[citation needed] Christopher Henry Dawson was born of an Anglo-Catholic family in the Bevan ancestral home of Hay Castle, during the waning years of the Victorian era, and spent most of his childhood among the ruins of the Yorkshire countryside.
[3] Captain Dawson, although an army officer, was more of an explorer than a soldier, and the closest he ever came to actual combat was behind the front-lines in the Franco-Prussian War.
Dawson's childhood was exuberance and wonderment, spending most of his time in the place which would set the course for his interest in history: The Yorkshire countryside.
Dawson recognised a moral and spiritual beauty within the Catholic Church, leading to an intellectual awakening which culminated in his conversion on the Feast of the Epiphany in 1914.
His daughter recalled an incident when he neared the gates of a school she was about to attend, Dawson murmured "I can't face it"; he left the car and sat in the wood reading a book.

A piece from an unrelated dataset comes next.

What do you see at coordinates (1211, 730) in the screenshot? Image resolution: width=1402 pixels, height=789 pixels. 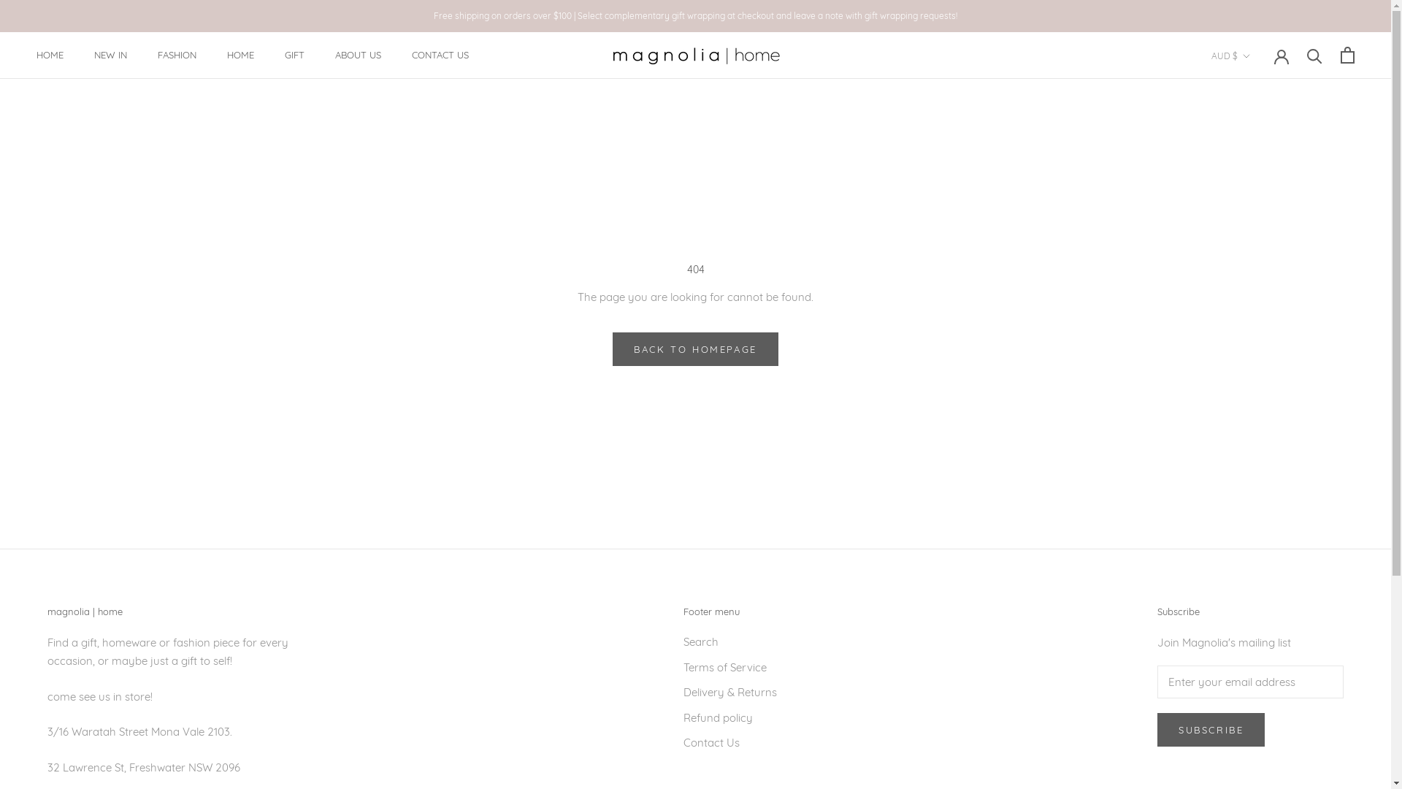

The great church with its tombs of the Saxon kings and the medieval statesmen-bishops, gave one a greater sense of the magnitude of the religious element in our culture and the depths of its roots in our national life than anything one could learn from books[9]However, he later stated that Winchester College "was the best of English schools".
His starting point was close to that of Oswald Spengler and Arnold J. Toynbee, others who were also interested in grand narratives conducted at the level of a civilisation.
Dawson's first book, The Age of the Gods (1928), was apparently intended as the first of a set of five to trace European civilisation to the twentieth century.
He argued that the medieval Catholic Church was an essential factor in the rise of European civilisation, and wrote extensively in support of that thesis.
His work was influential in the founding of Campion College and the formation in 2012 of The Christopher Dawson Society for Philosophy and Culture Inc. in Perth, Western Australia.